The development should thrill horror fans and Stephen King devotees: after what feels like an endless litany of delays and false starts, production is slated to move forward on the much-hyped dystopian thriller by the maestro, The Long Walk. The production has been in development limbo for way too long, but we can count on acclaimed director Francis Lawrence to finally take it over the finish line.
The Long Walk
Any Stephen King-head will tell you the novel providing the source material for the film was actually written by the author under his pseudonym, Richard Bachman. It’s a harrowing tale set in an oddly believable dystopian future steeped in a militaristic society.
This culture, a quasi-Fascist version of the US, observes a yearly ritual: forcing 100 teenage boys to participate in an annual walking contest up an emptied highway traversing the East Coast.
The contest’s rules in Stephen King’s The Long Walk are brutal, murderous, and simple—maintain a minimum walking speed of four miles per hour without stopping. If you fall below the speed limit three times, you are shot to death.
The last boy standing might win the coveted prize, but the price paid to achieve victory is unfathomable.
Francis Lawrence
Like many of King’s works, the novel fearlessly explores the darker side of human nature. Its themes and subject matter, the human cost of survival, the value of camaraderie, and the odd relatability of dystopian horror, foreshadow the success of future franchises like The Hunger Games.
Which is why it’s so fantastic that Lawrence will be directing Stephen King’s The Long Walk, as the director is celebrated for his masterful of just that franchise, alongside I Am Legend—which, obviously, ranks highly in the pantheon of modern dystopian films.

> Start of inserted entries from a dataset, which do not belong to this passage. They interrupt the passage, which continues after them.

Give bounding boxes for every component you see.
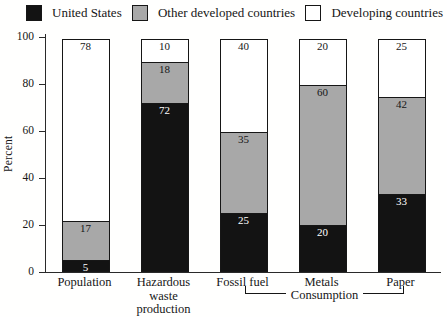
segment-population-developing-countries: 78: [62, 39, 110, 222]
segment-value-label: 5: [63, 262, 109, 273]
legend-swatch-developing-countries: [305, 5, 321, 21]
x-axis-label-paper: Paper: [361, 276, 440, 317]
segment-value-label: 18: [142, 64, 188, 75]
segment-fossil-fuel-united-states: 25: [220, 213, 268, 272]
y-tick: [39, 225, 45, 226]
legend-label: Developing countries: [331, 5, 443, 21]
legend-item-developing-countries: Developing countries: [305, 5, 443, 21]
segment-value-label: 25: [221, 215, 267, 226]
segment-hazardous-waste-production-developing-countries: 10: [141, 39, 189, 63]
segment-value-label: 35: [221, 134, 267, 145]
plot-area: 51778721810253540206020334225 0204060801…: [45, 37, 441, 273]
legend-label: Other developed countries: [158, 5, 295, 21]
bracket-left-tick: [245, 286, 253, 294]
segment-paper-other-developed-countries: 42: [378, 97, 426, 196]
segment-metals-developing-countries: 20: [299, 39, 347, 86]
segment-value-label: 10: [142, 41, 188, 52]
bars-container: 51778721810253540206020334225: [46, 37, 441, 272]
segment-population-united-states: 5: [62, 260, 110, 272]
segment-value-label: 20: [300, 41, 346, 52]
bar-slot-metals: 206020: [283, 37, 362, 272]
segment-value-label: 20: [300, 227, 346, 238]
bar-slot-population: 51778: [46, 37, 125, 272]
bracket-label: Consumption: [286, 289, 363, 297]
y-tick-label: 40: [2, 171, 34, 184]
y-tick: [39, 37, 45, 38]
segment-value-label: 25: [379, 41, 425, 52]
bar-paper: 334225: [378, 37, 426, 272]
y-tick: [39, 272, 45, 273]
bar-fossil-fuel: 253540: [220, 37, 268, 272]
bar-slot-fossil-fuel: 253540: [204, 37, 283, 272]
x-axis-label-hazardous-waste-production: Hazardous waste production: [124, 276, 203, 317]
y-tick-label: 60: [2, 124, 34, 137]
segment-value-label: 40: [221, 41, 267, 52]
y-tick-label: 100: [2, 30, 34, 43]
segment-hazardous-waste-production-other-developed-countries: 18: [141, 62, 189, 104]
legend-item-other-developed-countries: Other developed countries: [132, 5, 295, 21]
segment-hazardous-waste-production-united-states: 72: [141, 103, 189, 272]
bar-slot-paper: 334225: [362, 37, 441, 272]
legend: United StatesOther developed countriesDe…: [26, 5, 443, 21]
x-axis-label-population: Population: [45, 276, 124, 317]
segment-metals-other-developed-countries: 60: [299, 85, 347, 226]
legend-item-united-states: United States: [26, 5, 122, 21]
bracket-line-right: [363, 286, 396, 294]
y-tick: [39, 178, 45, 179]
segment-population-other-developed-countries: 17: [62, 221, 110, 261]
stacked-bar-chart-figure: United StatesOther developed countriesDe…: [0, 0, 447, 317]
y-axis-title: Percent: [2, 94, 18, 214]
y-tick: [39, 84, 45, 85]
bar-metals: 206020: [299, 37, 347, 272]
bracket-line-left: [253, 286, 286, 294]
bar-slot-hazardous-waste-production: 721810: [125, 37, 204, 272]
segment-value-label: 72: [142, 105, 188, 116]
segment-fossil-fuel-developing-countries: 40: [220, 39, 268, 133]
segment-metals-united-states: 20: [299, 225, 347, 272]
y-tick-label: 20: [2, 218, 34, 231]
segment-value-label: 42: [379, 99, 425, 110]
consumption-group-bracket: Consumption: [245, 286, 404, 294]
y-tick-label: 0: [2, 265, 34, 278]
segment-value-label: 60: [300, 87, 346, 98]
segment-value-label: 33: [379, 196, 425, 207]
segment-paper-developing-countries: 25: [378, 39, 426, 98]
bar-population: 51778: [62, 37, 110, 272]
bar-hazardous-waste-production: 721810: [141, 37, 189, 272]
legend-swatch-united-states: [26, 5, 42, 21]
y-tick-label: 80: [2, 77, 34, 90]
y-tick: [39, 131, 45, 132]
legend-label: United States: [52, 5, 122, 21]
legend-swatch-other-developed-countries: [132, 5, 148, 21]
x-axis-label-fossil-fuel: Fossil fuel: [203, 276, 282, 317]
bracket-right-tick: [396, 286, 404, 294]
segment-paper-united-states: 33: [378, 194, 426, 272]
segment-fossil-fuel-other-developed-countries: 35: [220, 132, 268, 214]
x-axis-labels: PopulationHazardous waste productionFoss…: [45, 276, 440, 317]
segment-value-label: 78: [63, 41, 109, 52]
segment-value-label: 17: [63, 223, 109, 234]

He is the ideal fit for adapting King’s source material, translating the uber-intense and character-driven narrative of the novel to the big screen. Expect a convincingly dystopian world involving powerful performances.
Lawrence’s Playground
Lawrence’s most recent title, The Hunger Games: The Ballad of Songbirds and Snakes cemented that he is a seasoned pro at depicting the dystopian, whether outright horror sci-fi like the zombie sequences in I Am Legend, or more middle brow, family friendly stuff at work in The Hunger Games.
Simply put, genre of Stephen King’s The Long Walk is Lawrence’s playground, one in which his observable ability to handle complex yet bleak narratives is on full display.
And there’s nothing quite like the trial of human endurance and psychological tension stemming from the dystopian survival sub-genre, evidenced recently in Squid Game.
Production
First published in 1979, Stephen King’s The Long Walk may have needed to wait wait so long to be adapted–unlike much of the author’s work–because it received less credit than it deserved.
Archetype Storytelling
It’s near-archetype of storytelling, likely inspired by classic novels like Lord of the Flies and The Most Dangerous Game.
We can’t wait to see what this cinematic realization of King’s—sorry, Bachman’s novel—looks like.